Many of those homes already have tenants. Now the Detroit Land Bank Authority is launching a new program aimed at keeping them there.

Angel Walton thought she was buying her dream home. She had an arrangement with the man she thought owned the home and worked hard to keep her end of the deal.

"Our original deal was for $15,000," she said. "So once I made repairs and gave him money then he would give me the deed."

But she says after spending more than $15,000, the Detroit Land Bank Authority informed her that it owned her house.

"Once they explained, I knew I had been scammed," she said.

But the Detroit Landbank is working to keep people like Walton in their homes through its program called Occupied Buyback Program.

The pilot program was approved this week by the Authority's board of Directors.
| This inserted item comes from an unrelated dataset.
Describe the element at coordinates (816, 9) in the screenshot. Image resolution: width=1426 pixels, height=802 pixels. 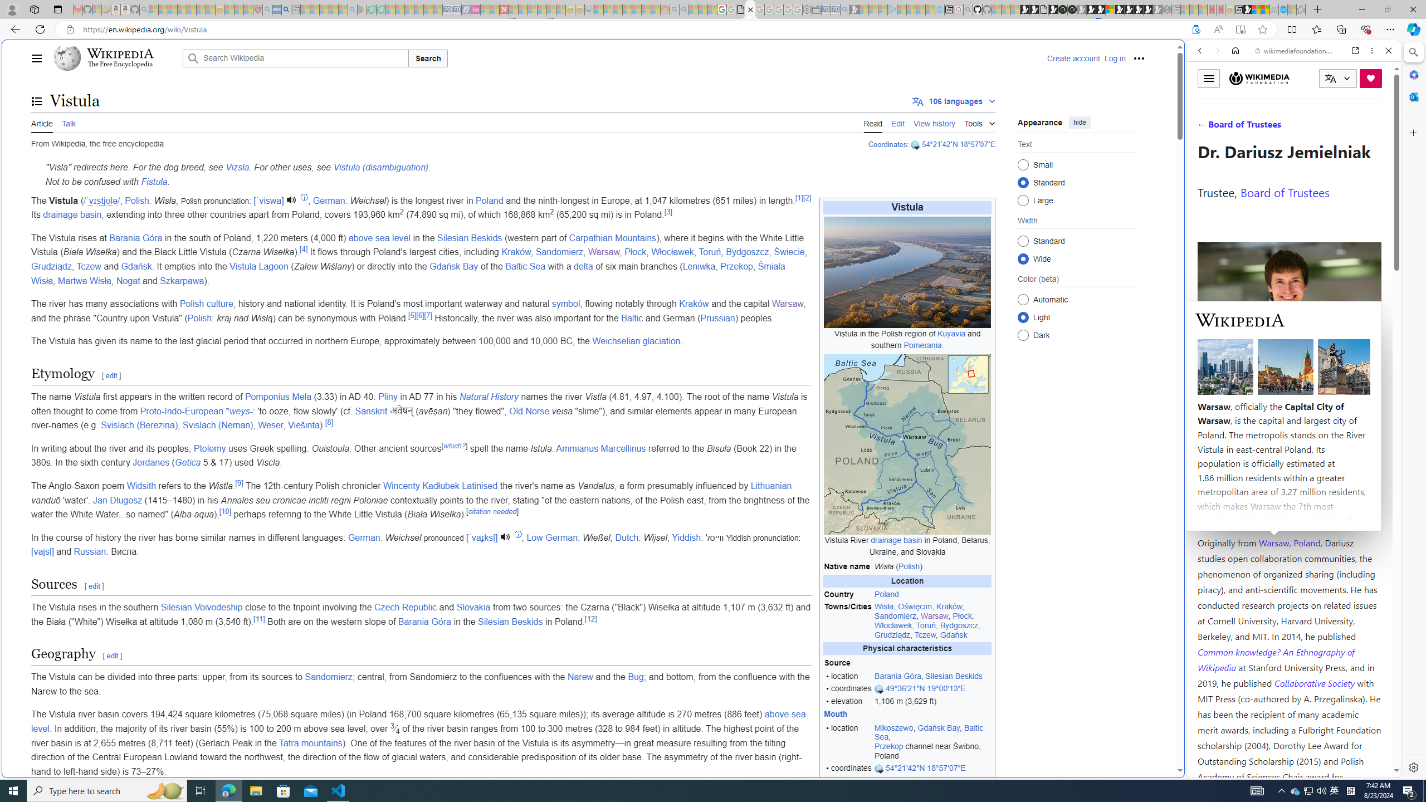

"If you are the former owner of the property and you lost your house to foreclosure, we find a way to sell you back the house," said Craig Fahle of the Detroit Landbank Authority.

Officials say thousands of residents in the city are eligible for the program and participation won't break their bank.

"What we do is charge $1,000 and when you give us money enrolled in plan, then you give $100 a month into an escrow account to pay taxes," Fahle said. "And if you pay the water bill, we will give you the deed."

The Landbank Authority says not only is the program good business for residents, it's also good business for the city.

"It keeps homes from becoming blighted and that's good for the neighborhood," Fahle said.